The neon on the Tan Dinh restaurant reads OPEN at 9 AM
when she stumbles in. Ho Chi Minh City around her,
the accents of the Mekong, young bulletproof faces, a waiter
steps up, offers beef soup. She hesitates, this woman
who believes she can trespass, who eats too fast. Forty years before
she never paused to wonder how a plastic flame could simmer on the skin,
or smell the mildew, bar-b-que and cannabis, the second language
of marines who came of age too big and sweaty for their war,
that tight squeeze, green shock in the tunnel of their throats.
She didn’t concentrate when her man showed off snapshots
of the enemies he couldn’t tell from friends, their hair blown back,
their tipped up smiles as soldiers chopped away. What he sought

in the jungle, he kept to himself. She never bit a mango,
never begged him to confess. He brought her home a dragon, taught her silence
in the morning, how to bolt her food with chopsticks, told her not to ask.
Some stories, he says, soldiers never tell.
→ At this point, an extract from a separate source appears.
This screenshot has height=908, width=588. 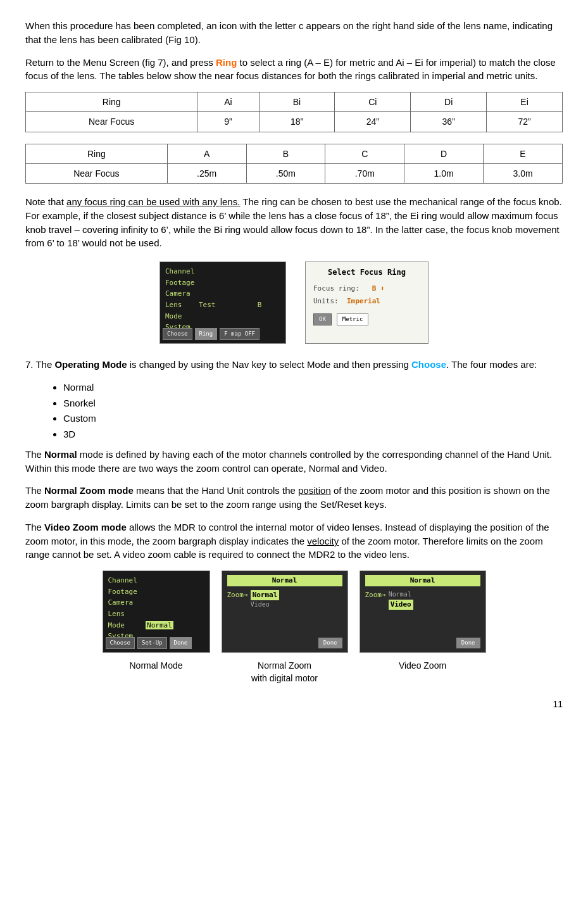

She says, you’re not the same.
He says, shut up! so he can listen for the hissing
from the tunnels, for the soft pad-pad of sandals, so he can croon
Da Nang, Ke Sanh, Hue, Tet, Tet, Tet, Saigon, those charms
he used to soothe himself. She never heard the red noise
he heard all around the bed; she never questioned how they all squeezed in-
the soldiers, women, children, the old men who smelled of soài
until today. She reaches out to take the soup that she will hardly taste, a bowl
that she will hurry through, that she will surely spill.

soài-mango

Wendy Taylor Carlisle is an accidental Texan. Her second book of poems, Discount Fireworks, winner of the Blackgrove Award, is forthcoming from Jacaranda Press. Most recently read her poems on-line at Salt River Review, Ghoti Magazine  and Arkansas Literary Forum.